Improving donor data management can greatly increase your organization’s fundraising results. So why can it feel so hard to focus on practical steps to keep data clean and valuable? How can you prioritize learning how to improve donor data at your nonprofit when there are so many other pressing things that need your attention?
Build recently worked with a nonprofit organization that was able to turn real donor data management challenges into success.
How to Improve Donor Data Management at Your Nonprofit
This client is a typical mature mid-sized nonprofit organization. Their mission is providing news and analysis to 55,000 subscribers, with over 4,000 individual and institutional donors supporting them. This organization did not trust most of their donor data, and had no clear way forward to clean up the data and institute good data practices throughout the organization.

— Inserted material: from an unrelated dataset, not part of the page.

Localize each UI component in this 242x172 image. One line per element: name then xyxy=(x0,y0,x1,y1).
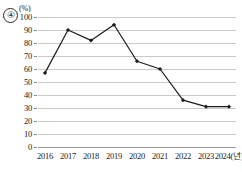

They believed they were not interacting with donors in a constituent-centric way, and that their limitations in donor contact and connection were depressing their fundraising. But without better data, they were relying on intuition rather than evidence. When they tried to test fundraising approaches, they were not sure what was noise and what was real. They had more questions than answers on what was accurate in their data.
In addition, their development team was oriented toward very seasonal fundraising, which was very stressful with huge peaks and valleys, and the seasonal cash flow was also impacting their relationships with major donors as they frequently asked for extra help.
This client needed a clear-eyed assessment of their existing data process, a plan of action to improve their data, ongoing monitoring of their donors’ needs to inform fundraising decision making, and a smoother year-long revenue stream.
Begin with Goals
This organization came to Build Consulting with three clear goals:
- Increase overall revenue
- Smooth out cash flow peaks and valleys (the result of seasonal fundraising)
- Reduce stress on both donors and fundraisers
The organization looked to Build to provide the development operations expertise and data/technology experience necessary to assess and analyze their current challenges, and provide a roadmap and implementation support as they revamped their data and their fundraising process.
Making any changes to fundraising—while fundraising—is a risky and stressful endeavor. Luckily this client had support throughout the project, and the donation bottlenecks and data issues Build corrected led to immediate improvements, including a 15% jump in revenue the first year. This was motivating to the team to continue to correct their data and explore what their data could do for their fundraising.
Clear for Action
Build performed a thorough assessment with this client, conducting interviews to understand their database and fundraising process, and reviewing their data. Our outsourced CRM data management team worked with the client to clear “noise” from the inaccurate data and understand their constituents and any roadblocks to donations. Build surveyed a sample of their engaged donors, who were eager to be helpful to a nonprofit they support. And Build was able to help this client test, test, test their assumptions using a data-driven approach.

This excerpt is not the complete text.